Winifred had been at the orphanage in Bath where both Anna and Joel Cunningham had grown up and where Camille had taught for a while after the Great Disaster. She had been very needy then. She had apparently tried to stand out by being almost ostentatiously well behaved and eager to draw attention to all the other children who were not. She had been more than a bit obnoxious, in fact—or so Harry had been told. Camille had seen something of herself in the girl, however, and when she and Joel married they had surprised everyone by adopting her.

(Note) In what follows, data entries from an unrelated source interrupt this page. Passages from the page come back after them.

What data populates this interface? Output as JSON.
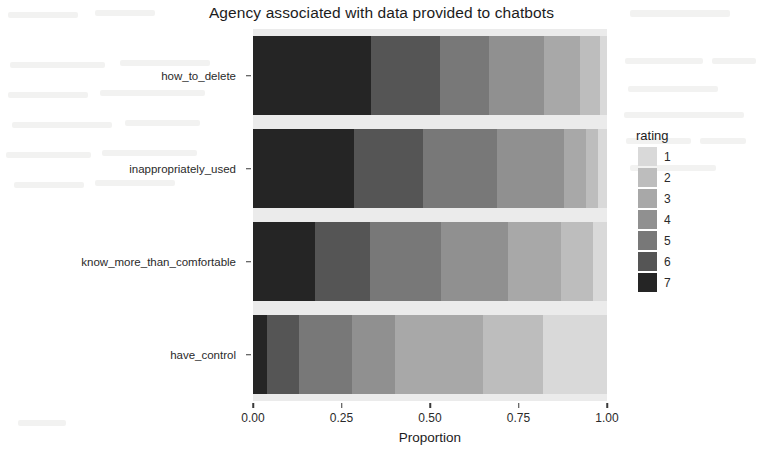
{
  "chart_data": {
    "type": "bar",
    "orientation": "horizontal",
    "stacked": true,
    "stack_mode": "fill",
    "title": "Agency associated with data provided to chatbots",
    "xlabel": "Proportion",
    "ylabel": "Agency",
    "xlim": [
      0,
      1
    ],
    "xticks": [
      "0.00",
      "0.25",
      "0.50",
      "0.75",
      "1.00"
    ],
    "xtick_values": [
      0,
      0.25,
      0.5,
      0.75,
      1
    ],
    "grid": false,
    "legend": {
      "title": "rating",
      "position": "right",
      "entries": [
        {
          "label": "1",
          "color": "#d9d9d9"
        },
        {
          "label": "2",
          "color": "#bdbdbd"
        },
        {
          "label": "3",
          "color": "#a8a8a8"
        },
        {
          "label": "4",
          "color": "#909090"
        },
        {
          "label": "5",
          "color": "#787878"
        },
        {
          "label": "6",
          "color": "#555555"
        },
        {
          "label": "7",
          "color": "#252525"
        }
      ]
    },
    "categories": [
      "have_control",
      "know_more_than_comfortable",
      "inappropriately_used",
      "how_to_delete"
    ],
    "category_order_top_to_bottom": [
      "how_to_delete",
      "inappropriately_used",
      "know_more_than_comfortable",
      "have_control"
    ],
    "series": [
      {
        "name": "7",
        "color": "#252525",
        "values": [
          0.333,
          0.285,
          0.175,
          0.04
        ]
      },
      {
        "name": "6",
        "color": "#555555",
        "values": [
          0.195,
          0.195,
          0.155,
          0.09
        ]
      },
      {
        "name": "5",
        "color": "#787878",
        "values": [
          0.14,
          0.21,
          0.2,
          0.15
        ]
      },
      {
        "name": "4",
        "color": "#909090",
        "values": [
          0.155,
          0.19,
          0.19,
          0.12
        ]
      },
      {
        "name": "3",
        "color": "#a8a8a8",
        "values": [
          0.1,
          0.06,
          0.15,
          0.25
        ]
      },
      {
        "name": "2",
        "color": "#bdbdbd",
        "values": [
          0.057,
          0.035,
          0.09,
          0.17
        ]
      },
      {
        "name": "1",
        "color": "#d9d9d9",
        "values": [
          0.02,
          0.025,
          0.04,
          0.18
        ]
      }
    ],
    "bars": [
      {
        "category": "how_to_delete",
        "segments": [
          {
            "rating": "7",
            "value": 0.333,
            "color": "#252525"
          },
          {
            "rating": "6",
            "value": 0.195,
            "color": "#555555"
          },
          {
            "rating": "5",
            "value": 0.14,
            "color": "#787878"
          },
          {
            "rating": "4",
            "value": 0.155,
            "color": "#909090"
          },
          {
            "rating": "3",
            "value": 0.1,
            "color": "#a8a8a8"
          },
          {
            "rating": "2",
            "value": 0.057,
            "color": "#bdbdbd"
          },
          {
            "rating": "1",
            "value": 0.02,
            "color": "#d9d9d9"
          }
        ]
      },
      {
        "category": "inappropriately_used",
        "segments": [
          {
            "rating": "7",
            "value": 0.285,
            "color": "#252525"
          },
          {
            "rating": "6",
            "value": 0.195,
            "color": "#555555"
          },
          {
            "rating": "5",
            "value": 0.21,
            "color": "#787878"
          },
          {
            "rating": "4",
            "value": 0.19,
            "color": "#909090"
          },
          {
            "rating": "3",
            "value": 0.06,
            "color": "#a8a8a8"
          },
          {
            "rating": "2",
            "value": 0.035,
            "color": "#bdbdbd"
          },
          {
            "rating": "1",
            "value": 0.025,
            "color": "#d9d9d9"
          }
        ]
      },
      {
        "category": "know_more_than_comfortable",
        "segments": [
          {
            "rating": "7",
            "value": 0.175,
            "color": "#252525"
          },
          {
            "rating": "6",
            "value": 0.155,
            "color": "#555555"
          },
          {
            "rating": "5",
            "value": 0.2,
            "color": "#787878"
          },
          {
            "rating": "4",
            "value": 0.19,
            "color": "#909090"
          },
          {
            "rating": "3",
            "value": 0.15,
            "color": "#a8a8a8"
          },
          {
            "rating": "2",
            "value": 0.09,
            "color": "#bdbdbd"
          },
          {
            "rating": "1",
            "value": 0.04,
            "color": "#d9d9d9"
          }
        ]
      },
      {
        "category": "have_control",
        "segments": [
          {
            "rating": "7",
            "value": 0.04,
            "color": "#252525"
          },
          {
            "rating": "6",
            "value": 0.09,
            "color": "#555555"
          },
          {
            "rating": "5",
            "value": 0.15,
            "color": "#787878"
          },
          {
            "rating": "4",
            "value": 0.12,
            "color": "#909090"
          },
          {
            "rating": "3",
            "value": 0.25,
            "color": "#a8a8a8"
          },
          {
            "rating": "2",
            "value": 0.17,
            "color": "#bdbdbd"
          },
          {
            "rating": "1",
            "value": 0.18,
            "color": "#d9d9d9"
          }
        ]
      }
    ]
  },
  "panel": {
    "background": "#ebebeb"
  }
}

“She is seventeen, Harry,” his mother said. “And a real gem. She is not pretty. She never will be. But she has an inner beauty that transcends looks. Some man who is worthy of her is going to notice one of these days, though not just yet, I hope. She is only seventeen.”

It was Winifred who had devised a sort of hand language to use with her deaf brother, who was not particularly good at reading lips.

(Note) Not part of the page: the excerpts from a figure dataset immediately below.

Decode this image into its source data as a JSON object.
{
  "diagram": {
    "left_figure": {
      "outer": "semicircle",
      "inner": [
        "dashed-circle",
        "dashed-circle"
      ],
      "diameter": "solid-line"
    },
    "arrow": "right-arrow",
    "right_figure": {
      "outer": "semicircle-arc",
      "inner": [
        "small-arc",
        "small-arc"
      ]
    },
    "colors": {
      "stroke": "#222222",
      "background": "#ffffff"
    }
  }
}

“Well, Harry?” Ivan called, raising his voice when the two groups were within earshot of each other. “Will she have you?”

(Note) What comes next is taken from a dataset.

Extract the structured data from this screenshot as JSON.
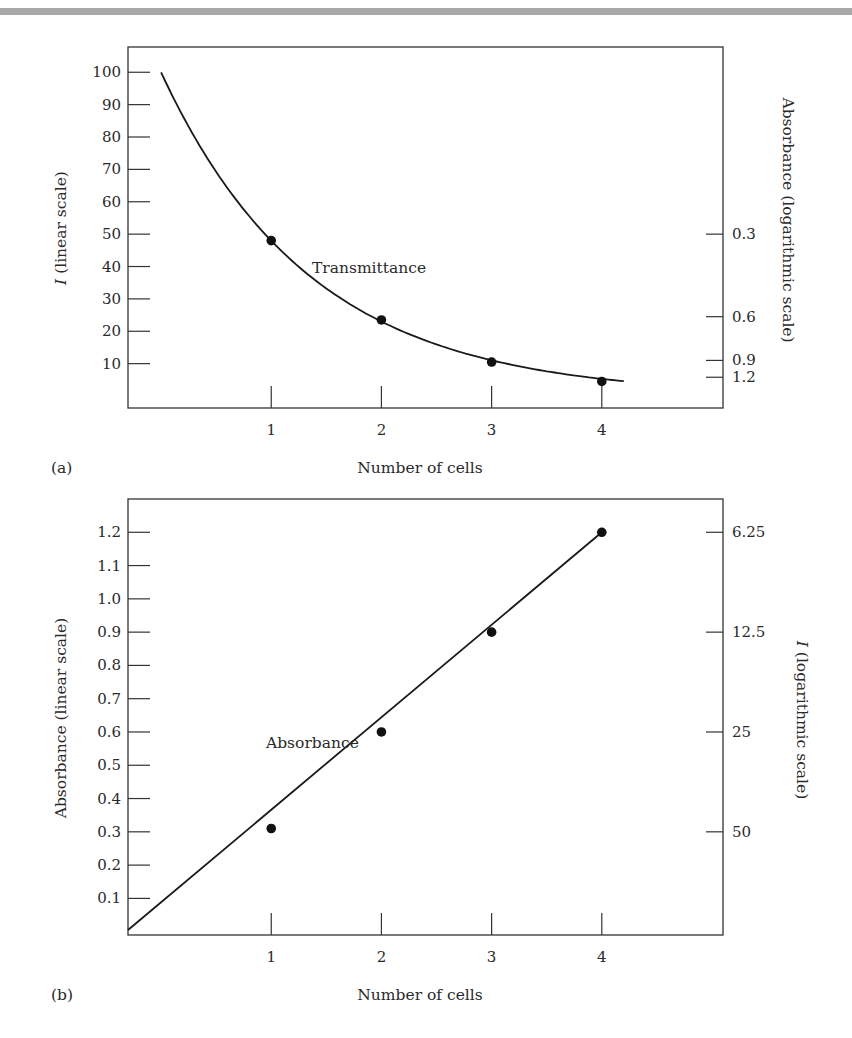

Harry winced inwardly. He had hoped yesterday to keep the situation with Lydia quiet, mainly in the hope that by today or tomorrow at the latest it would have died down, as gossip usually did. His mother had soon disabused him of that notion. Gossip that involved a respectable woman—“and a vicar’s widow, Harry!”—could not be expected to die down quickly, she had warned, especially when the woman’s name was being linked with Major Harry Westcott’s. The arrival of the whole of the Westcott family on the scene just when the scandal was breaking, far from dousing the flames, would probably fan them. Everyone would be agog to find out what the Westcotts would do to squash Mrs. Tavernor beneath their collective heel. It was only fair to warn the family.

His mother, Harry had noticed, used the word scandal rather than just gossip. And Harry had realized, perhaps for the first time, just how bad this whole ridiculous situation might become. After he had talked with his mother in the privacy o
f the library last night, he had gone back to the drawing room, late as it had been by then, and told the whole story, barring only those details that were absolutely no one’s business.

The family had, of course, stayed up very late in the hope of finding out why he had needed to take his mother away for some private consultation. He would be surprised if during his absence this morning the family had not been discussing how they were going to deal with the crisis.

Gossip. Scandal. Crisis?

Had the world gone mad? He had kissed Lydia’s forehead on that fateful night. If it had lasted ten seconds he would be very surprised.

“She will not,” he said curtly in answer to Ivan’s question.

“I am so glad, Uncle Harry,” Winifred said.

“What you don’t have in your whole body, my girl,” Ivan told her, “is a romantic bone.”

“Nonsense,” she said. “What woman would find it romantic to be forced into marriage by a little spiteful gossip? And stupid gossip too. You agree with me, Grandmama, do you not?”

It occurred to Harry suddenly that not so long ago his mother had almost been forced into marrying Marcel for just such a reason. She had run off with him one day for a romantic fling without a word to anyone but had been tracked down by separate search parties sent out by the Westcotts and Marcel’s family. She had resisted all pressure and married him later for her own reasons. Not that Harry had witnessed any of those sensational events except the actual wedding one Christmas Eve. He had been overseas with his regiment.